Under the rule of Tiglath-Pileser, Assyrian power in the Near East greatly increased as the result of his campaigns of conquest.
Assyrian inscriptions record, in the fifth year of his reign (739 BC), a victory over Azariah (Uzziah), king of Judah, whose achievements are described in 1 Chronicles 5:6 and 2 Chronicles 26:6-15.
en.wikipedia.org /wiki/Tiglath-Pileser_III   (570 words)

  
 History of Germany   (Site not responding.
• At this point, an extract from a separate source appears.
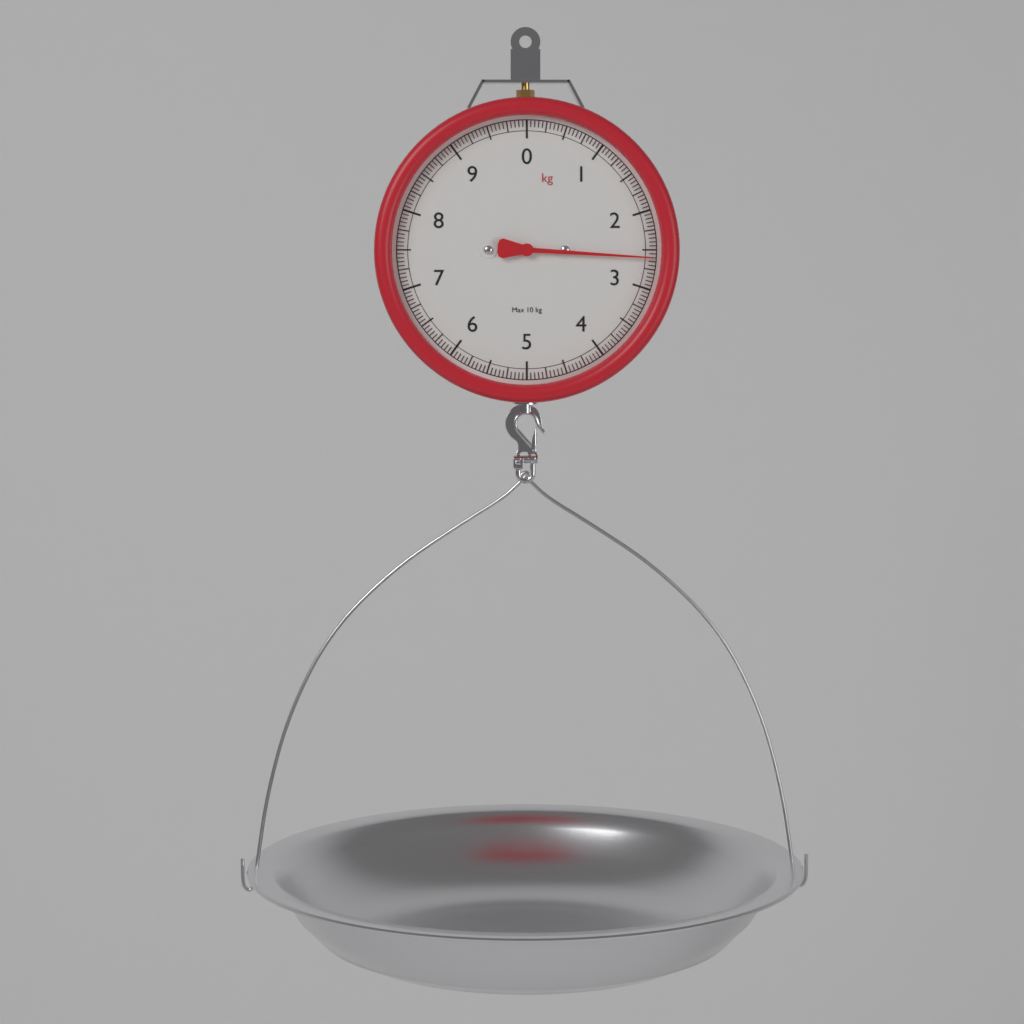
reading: 2.60 kg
Last check: 2007-10-12)
It was the Assyrians who labeled many of their own people in the western part of their empire as Hittites, or Chatti, as the Hebrew reads.
Some have argued that the Assyrian people spoke a Semitic language, not Indo-Germanic, and therefore the Germans could not be the descendants of the ancient Assyrians.
The language of the Hatti was the language of the West Assyrians...
www.originofnations.org /germany/history_of_germany.htm   (5988 words)

  
 Viva la Assyria! - Alternate History Discussion Board
One of the problems with deporting the Babylonians is the fact that the Assyrians looked to the Babylonians to legitimize their own regime, and the fact that the city of Babylon itself was an economic powerhouse for the whole Mesopotamian region, just as the Phoenician city-states were for the Levant.
The Assyrians couldn't afford to deport these groups because it would cripple their empire; they could, on the other hand, afford to deport the aristocracy of the Northern Kingdom.
Although not Destroyed, The city of Haran is conquered by the Babylonians and Ashur-uballit II himself is killed in 609 BCE, The Fall of the Assyrian Empire and the Rise of the Babylonians.
www.alternatehistory.com /discussion/showthread.php?p=892   (5137 words)

  
 Pul
It is spoken of with distant nations, and is supposed by some to represent the island Philae in Egypt, and by others Libya.
Pul was the throne-name he bore in Babylonia as king of Babylon, and Tiglath-pileser the throne-name he bore as king of Assyria.
He was the founder of what is called the second Assyrian empire.
holycall.com /biblemaps/pul.htm   (255 words)

  
 Ancients
Sumerians disappear as a separate people, but their language remains as a language of religion and literature until the days of Alexander the Great.
He the greatest of the Amorite kings and establishes his empire over Sumer and most of Mesopotamia.
It becomes a rich province in someone else's empire: Assyrian, Persian, Hellenistic, Roman.
faculty.ucc.edu /egh-damerow/ancients.htm   (1119 words)

  
 Empire & Identity: an Interdisciplinary Inquiry
The Second Annual Graduate Student Conference of the Columbia Center for Archaeology, co-sponsored by the Center for the Ancient Mediterranean
Race, Nation, Kinship: Empire and Loyalty in the 18th Century Mississippi Valley
Cannibalism and Social Boundaries in the Roman Empire
www.columbia.edu /cu/cam/events/events/empire.htm   (296 words)

  
 Assyria
The Assyrians were Semites (Gen. 10:22), but in process of time non-Semite tribes mingled with the inhabitants.
See also: Babylonia and Assyria, Rise of Assyria, Second Assyrian Empire, Kings of Assyria
Originally based on content from Easton's Bible Dictionary, 1897.